Combine SI with Cost to Borrow and Utilization

The trifecta for short squeeze potential is high SI, high cost to borrow, and high utilization — all at the same time. High SI with low CTB means shares are easy to borrow — shorts are comfortable. High SI with spiking CTB means the trade is getting crowded and expensive to hold. That's when forced covering becomes more likely.

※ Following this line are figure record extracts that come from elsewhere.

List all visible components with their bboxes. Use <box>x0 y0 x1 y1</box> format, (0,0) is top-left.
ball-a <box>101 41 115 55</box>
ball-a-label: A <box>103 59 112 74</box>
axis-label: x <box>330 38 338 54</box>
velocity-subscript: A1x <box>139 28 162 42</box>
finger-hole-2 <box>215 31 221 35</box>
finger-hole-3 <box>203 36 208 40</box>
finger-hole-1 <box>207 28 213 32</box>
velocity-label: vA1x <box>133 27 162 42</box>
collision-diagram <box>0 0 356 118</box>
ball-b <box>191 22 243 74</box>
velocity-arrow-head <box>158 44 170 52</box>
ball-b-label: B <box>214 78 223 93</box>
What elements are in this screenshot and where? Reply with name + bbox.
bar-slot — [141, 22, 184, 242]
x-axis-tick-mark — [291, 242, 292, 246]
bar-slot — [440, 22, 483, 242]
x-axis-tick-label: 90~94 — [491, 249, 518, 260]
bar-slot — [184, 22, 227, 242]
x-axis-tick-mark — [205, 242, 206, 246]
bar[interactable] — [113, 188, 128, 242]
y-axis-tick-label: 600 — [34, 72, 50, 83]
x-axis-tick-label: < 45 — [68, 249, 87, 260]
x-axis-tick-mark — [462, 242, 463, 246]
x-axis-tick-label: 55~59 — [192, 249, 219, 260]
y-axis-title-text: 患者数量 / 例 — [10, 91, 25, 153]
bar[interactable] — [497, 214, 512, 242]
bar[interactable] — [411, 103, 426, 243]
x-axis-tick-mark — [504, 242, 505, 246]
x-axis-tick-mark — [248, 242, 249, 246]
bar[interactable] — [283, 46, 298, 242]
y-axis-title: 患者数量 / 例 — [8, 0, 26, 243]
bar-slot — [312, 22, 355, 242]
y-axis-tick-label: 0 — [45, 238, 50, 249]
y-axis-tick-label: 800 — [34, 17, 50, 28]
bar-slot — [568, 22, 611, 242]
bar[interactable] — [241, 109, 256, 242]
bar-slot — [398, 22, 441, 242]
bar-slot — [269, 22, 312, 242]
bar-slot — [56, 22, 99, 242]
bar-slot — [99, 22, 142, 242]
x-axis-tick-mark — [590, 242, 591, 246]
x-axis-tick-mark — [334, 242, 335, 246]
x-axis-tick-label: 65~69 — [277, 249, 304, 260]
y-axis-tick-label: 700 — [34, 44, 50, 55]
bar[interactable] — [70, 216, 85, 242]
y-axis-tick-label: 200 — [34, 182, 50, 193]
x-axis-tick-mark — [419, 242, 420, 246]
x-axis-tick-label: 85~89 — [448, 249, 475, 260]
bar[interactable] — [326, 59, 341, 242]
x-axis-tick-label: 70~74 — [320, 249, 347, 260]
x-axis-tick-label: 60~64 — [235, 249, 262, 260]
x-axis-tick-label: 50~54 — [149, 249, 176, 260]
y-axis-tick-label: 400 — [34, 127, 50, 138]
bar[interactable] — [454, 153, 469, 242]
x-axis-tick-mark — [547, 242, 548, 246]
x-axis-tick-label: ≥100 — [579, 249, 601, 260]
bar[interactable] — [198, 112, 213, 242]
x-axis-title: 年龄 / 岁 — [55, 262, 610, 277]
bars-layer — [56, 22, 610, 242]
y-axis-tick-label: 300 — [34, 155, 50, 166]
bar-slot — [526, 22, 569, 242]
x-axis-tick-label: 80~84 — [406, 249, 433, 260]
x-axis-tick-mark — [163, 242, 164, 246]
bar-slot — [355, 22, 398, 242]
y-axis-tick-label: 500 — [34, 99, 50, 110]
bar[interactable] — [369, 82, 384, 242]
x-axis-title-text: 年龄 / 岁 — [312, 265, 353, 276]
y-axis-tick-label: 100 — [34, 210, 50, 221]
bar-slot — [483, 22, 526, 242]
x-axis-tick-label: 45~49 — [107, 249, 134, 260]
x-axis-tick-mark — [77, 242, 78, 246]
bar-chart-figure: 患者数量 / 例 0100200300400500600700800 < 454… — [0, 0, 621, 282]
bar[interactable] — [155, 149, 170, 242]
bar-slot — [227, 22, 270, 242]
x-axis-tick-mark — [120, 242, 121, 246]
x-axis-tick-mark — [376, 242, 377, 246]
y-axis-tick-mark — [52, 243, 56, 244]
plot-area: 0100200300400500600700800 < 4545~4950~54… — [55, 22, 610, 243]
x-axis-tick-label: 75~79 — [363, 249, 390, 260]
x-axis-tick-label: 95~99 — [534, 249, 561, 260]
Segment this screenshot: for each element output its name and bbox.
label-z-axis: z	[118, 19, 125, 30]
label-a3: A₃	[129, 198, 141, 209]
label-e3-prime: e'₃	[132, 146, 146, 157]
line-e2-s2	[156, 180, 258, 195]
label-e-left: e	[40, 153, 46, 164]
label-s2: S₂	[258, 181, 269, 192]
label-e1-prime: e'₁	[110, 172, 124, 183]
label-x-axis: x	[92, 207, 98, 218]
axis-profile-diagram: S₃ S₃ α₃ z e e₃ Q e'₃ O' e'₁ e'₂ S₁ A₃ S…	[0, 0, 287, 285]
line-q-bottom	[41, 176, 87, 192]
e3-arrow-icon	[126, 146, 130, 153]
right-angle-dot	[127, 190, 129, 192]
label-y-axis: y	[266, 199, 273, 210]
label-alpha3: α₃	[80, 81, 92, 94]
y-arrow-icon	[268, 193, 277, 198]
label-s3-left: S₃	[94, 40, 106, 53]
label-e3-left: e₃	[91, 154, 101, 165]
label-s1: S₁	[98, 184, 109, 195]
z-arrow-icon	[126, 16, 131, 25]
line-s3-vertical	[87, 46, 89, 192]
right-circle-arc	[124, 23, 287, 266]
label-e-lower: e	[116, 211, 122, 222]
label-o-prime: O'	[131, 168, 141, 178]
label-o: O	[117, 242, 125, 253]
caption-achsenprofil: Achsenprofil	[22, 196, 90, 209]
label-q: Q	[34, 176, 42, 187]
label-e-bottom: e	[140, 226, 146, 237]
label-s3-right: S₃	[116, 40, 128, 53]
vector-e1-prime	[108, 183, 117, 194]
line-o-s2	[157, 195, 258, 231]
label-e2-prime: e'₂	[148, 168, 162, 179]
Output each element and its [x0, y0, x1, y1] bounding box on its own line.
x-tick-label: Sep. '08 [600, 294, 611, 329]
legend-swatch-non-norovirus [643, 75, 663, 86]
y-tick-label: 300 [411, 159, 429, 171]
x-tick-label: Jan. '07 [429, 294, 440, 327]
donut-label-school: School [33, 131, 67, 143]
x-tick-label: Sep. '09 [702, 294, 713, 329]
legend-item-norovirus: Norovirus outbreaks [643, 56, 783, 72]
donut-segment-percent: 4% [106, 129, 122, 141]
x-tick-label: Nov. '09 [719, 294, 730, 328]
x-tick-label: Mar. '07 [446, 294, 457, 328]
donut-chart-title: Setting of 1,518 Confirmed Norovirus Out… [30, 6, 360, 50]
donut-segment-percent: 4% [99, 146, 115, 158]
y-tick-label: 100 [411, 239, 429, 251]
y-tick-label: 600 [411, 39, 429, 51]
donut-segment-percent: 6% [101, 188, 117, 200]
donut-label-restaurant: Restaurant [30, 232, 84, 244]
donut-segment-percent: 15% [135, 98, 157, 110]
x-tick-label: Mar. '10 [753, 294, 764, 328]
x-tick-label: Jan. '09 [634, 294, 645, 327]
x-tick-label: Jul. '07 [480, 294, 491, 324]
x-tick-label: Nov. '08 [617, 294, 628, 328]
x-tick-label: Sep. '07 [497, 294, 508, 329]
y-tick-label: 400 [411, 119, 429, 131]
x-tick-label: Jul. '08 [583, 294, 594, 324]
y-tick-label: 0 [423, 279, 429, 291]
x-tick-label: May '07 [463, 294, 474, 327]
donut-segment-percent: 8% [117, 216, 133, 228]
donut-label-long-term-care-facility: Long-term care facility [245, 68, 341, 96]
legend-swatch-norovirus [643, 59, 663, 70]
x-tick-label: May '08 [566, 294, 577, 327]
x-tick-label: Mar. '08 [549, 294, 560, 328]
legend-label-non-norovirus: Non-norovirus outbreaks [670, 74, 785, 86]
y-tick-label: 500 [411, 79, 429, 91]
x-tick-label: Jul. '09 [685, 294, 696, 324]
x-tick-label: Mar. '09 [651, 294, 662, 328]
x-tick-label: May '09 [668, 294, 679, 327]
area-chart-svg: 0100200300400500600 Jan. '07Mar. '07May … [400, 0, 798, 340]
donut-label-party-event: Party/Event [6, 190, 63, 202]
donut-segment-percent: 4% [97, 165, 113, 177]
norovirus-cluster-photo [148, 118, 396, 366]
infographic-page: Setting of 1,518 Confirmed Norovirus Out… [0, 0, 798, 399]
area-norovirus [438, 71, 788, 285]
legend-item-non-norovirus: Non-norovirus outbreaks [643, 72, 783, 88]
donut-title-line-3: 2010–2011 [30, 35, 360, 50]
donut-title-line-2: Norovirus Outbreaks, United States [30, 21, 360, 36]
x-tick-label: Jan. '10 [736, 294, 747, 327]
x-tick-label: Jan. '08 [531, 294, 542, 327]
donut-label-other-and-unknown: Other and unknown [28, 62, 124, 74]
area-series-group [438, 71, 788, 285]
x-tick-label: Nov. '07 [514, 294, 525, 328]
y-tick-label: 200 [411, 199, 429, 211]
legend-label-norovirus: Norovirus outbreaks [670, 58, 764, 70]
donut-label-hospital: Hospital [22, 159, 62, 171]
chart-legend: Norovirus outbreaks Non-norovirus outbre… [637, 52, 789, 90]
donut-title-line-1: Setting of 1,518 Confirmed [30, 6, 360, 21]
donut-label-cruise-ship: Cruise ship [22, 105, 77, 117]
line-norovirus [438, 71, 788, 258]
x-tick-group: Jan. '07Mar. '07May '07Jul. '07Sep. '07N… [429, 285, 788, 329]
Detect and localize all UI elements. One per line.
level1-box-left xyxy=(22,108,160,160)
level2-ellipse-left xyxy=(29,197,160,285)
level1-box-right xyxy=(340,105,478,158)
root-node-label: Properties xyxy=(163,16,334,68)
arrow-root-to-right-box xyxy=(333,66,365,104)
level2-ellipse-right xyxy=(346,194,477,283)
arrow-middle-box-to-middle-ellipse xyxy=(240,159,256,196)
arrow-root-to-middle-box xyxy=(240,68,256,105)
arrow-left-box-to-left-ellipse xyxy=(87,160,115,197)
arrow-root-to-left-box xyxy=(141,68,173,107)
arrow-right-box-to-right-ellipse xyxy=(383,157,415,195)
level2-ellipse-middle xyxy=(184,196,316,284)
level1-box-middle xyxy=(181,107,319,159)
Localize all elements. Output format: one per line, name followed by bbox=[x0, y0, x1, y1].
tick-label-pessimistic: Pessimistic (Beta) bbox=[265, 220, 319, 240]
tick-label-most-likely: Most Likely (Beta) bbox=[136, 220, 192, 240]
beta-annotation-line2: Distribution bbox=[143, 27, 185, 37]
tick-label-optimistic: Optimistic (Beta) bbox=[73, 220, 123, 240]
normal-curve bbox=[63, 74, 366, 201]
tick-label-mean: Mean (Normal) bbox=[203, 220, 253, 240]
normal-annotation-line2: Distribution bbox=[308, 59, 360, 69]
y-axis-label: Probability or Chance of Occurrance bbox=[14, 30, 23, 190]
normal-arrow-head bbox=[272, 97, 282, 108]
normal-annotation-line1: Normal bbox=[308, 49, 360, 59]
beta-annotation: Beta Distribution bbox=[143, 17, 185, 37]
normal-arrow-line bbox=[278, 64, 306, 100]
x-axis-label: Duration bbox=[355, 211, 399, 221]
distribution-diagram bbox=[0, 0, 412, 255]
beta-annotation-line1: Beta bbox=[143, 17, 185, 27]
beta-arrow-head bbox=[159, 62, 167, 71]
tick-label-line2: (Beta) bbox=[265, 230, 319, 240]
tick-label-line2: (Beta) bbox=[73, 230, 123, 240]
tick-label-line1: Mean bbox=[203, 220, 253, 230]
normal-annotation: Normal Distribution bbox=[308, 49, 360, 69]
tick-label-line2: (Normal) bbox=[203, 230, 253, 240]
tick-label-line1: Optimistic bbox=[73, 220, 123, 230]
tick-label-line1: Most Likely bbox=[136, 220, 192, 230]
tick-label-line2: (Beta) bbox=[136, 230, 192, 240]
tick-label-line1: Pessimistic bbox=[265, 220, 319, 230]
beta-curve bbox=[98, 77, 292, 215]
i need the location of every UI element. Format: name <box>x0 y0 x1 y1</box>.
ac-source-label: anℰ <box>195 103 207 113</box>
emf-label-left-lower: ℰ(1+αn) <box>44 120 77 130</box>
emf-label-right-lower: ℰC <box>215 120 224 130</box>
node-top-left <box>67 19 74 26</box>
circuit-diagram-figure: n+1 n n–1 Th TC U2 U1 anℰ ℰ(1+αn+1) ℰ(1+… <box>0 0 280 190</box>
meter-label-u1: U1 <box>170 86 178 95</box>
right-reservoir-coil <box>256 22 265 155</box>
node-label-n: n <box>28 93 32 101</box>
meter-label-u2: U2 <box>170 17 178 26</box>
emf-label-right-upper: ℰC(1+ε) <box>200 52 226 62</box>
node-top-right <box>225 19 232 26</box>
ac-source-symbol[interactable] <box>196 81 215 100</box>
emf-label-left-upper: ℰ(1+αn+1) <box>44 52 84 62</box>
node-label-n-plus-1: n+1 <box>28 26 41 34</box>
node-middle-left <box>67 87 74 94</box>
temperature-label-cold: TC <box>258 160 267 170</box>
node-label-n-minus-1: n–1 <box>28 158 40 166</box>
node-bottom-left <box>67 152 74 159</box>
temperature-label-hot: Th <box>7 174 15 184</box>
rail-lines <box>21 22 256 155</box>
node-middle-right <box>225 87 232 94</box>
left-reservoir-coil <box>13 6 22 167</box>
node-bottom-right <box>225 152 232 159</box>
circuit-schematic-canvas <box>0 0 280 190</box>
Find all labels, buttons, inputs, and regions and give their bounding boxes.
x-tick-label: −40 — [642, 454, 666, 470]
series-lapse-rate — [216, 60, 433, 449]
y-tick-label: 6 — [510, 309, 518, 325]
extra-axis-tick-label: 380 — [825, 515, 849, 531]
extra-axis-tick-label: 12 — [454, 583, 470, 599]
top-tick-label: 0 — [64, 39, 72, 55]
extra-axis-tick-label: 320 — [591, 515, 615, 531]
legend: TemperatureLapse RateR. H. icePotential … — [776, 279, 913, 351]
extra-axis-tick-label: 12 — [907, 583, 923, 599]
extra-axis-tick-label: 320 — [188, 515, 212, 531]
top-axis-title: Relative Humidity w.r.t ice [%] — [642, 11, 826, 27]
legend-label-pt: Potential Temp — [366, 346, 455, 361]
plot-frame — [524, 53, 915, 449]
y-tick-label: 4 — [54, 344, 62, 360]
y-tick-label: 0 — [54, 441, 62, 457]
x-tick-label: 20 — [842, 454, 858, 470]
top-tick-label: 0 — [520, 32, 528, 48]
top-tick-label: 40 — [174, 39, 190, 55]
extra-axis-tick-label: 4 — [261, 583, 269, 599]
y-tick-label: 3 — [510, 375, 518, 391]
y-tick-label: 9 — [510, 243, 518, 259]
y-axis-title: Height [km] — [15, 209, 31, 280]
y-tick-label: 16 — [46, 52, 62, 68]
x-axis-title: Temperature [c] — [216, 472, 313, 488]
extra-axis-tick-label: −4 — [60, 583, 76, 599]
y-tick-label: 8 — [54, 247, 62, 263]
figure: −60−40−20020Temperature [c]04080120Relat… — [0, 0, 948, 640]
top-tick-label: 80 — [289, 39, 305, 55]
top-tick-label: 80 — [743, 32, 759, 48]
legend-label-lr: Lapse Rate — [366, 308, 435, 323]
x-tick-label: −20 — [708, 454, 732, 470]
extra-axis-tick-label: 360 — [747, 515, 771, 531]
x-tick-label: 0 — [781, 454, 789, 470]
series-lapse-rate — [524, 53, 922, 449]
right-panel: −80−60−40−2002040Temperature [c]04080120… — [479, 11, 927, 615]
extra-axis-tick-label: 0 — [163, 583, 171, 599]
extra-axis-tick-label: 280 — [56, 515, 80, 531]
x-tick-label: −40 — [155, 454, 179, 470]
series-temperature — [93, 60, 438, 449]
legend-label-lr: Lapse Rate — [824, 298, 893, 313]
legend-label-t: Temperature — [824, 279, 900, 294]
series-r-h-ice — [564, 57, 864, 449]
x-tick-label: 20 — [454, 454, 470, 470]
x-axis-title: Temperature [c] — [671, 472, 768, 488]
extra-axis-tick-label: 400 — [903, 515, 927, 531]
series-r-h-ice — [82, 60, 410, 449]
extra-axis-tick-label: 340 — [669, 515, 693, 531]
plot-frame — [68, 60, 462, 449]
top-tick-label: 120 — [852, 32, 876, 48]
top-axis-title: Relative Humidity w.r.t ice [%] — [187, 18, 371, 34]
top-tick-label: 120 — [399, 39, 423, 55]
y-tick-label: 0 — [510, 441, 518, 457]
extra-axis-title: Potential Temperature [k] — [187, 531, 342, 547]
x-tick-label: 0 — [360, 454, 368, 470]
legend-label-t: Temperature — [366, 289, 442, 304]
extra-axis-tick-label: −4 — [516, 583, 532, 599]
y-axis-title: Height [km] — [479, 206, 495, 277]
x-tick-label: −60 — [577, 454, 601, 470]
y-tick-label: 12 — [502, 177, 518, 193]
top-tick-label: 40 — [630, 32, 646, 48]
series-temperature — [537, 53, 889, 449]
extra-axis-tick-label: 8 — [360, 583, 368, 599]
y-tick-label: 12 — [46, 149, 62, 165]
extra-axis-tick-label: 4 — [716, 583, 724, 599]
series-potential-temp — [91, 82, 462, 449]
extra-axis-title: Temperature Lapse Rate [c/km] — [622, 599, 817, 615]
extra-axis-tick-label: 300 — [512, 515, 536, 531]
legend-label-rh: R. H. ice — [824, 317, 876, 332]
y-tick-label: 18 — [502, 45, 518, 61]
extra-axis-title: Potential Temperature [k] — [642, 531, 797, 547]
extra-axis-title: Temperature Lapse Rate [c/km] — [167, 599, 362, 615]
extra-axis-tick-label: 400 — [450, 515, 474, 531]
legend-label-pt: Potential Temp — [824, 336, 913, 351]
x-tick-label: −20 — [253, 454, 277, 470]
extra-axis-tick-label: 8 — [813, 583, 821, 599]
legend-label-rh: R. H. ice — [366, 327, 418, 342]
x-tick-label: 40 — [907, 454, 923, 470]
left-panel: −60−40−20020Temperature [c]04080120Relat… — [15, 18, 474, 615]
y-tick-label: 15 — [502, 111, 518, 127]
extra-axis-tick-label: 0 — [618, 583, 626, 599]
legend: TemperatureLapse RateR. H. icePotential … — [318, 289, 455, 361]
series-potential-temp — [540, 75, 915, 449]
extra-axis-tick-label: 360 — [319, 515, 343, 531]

Understand the Short Seller's Exit Plan

Short sellers need to buy shares to close their positions. If the float is tiny and SI is high, there literally aren't enough shares for everyone to cover without driving the price up. But if the company can issue new shares through dilution, that creates an exit valve for shorts that didn't exist before. This is why dilution tracking and short interest tracking go hand in hand.

Key Takeaways

  • For real-time estimates: ORTEX is the retail standard for intraday short interest data
  • For institutional depth: S3 Partners provides the most sophisticated short analytics, at institutional prices
  • For free official data: FINRA reports are the canonical source, just expect a two-week delay
  • For bundled research: Fintel combines short data with ownership and insider activity
  • For screening and visuals: Koyfin offers the cleanest interface for finding and analyzing shorted stocks
  • For broker integration: Interactive Brokers includes live borrow data at no extra cost
  • For the full picture: DiluTracker shows you why stocks are shorted by tracking the dilution that drives bearish positioning — the context most tools miss entirely

Short interest data is a powerful tool, but only when you understand what's behind the numbers. The best approach is to combine real-time short estimates with dilution tracking — because a squeeze setup and a dilution trap can look identical on a short interest screener until you dig one layer deeper.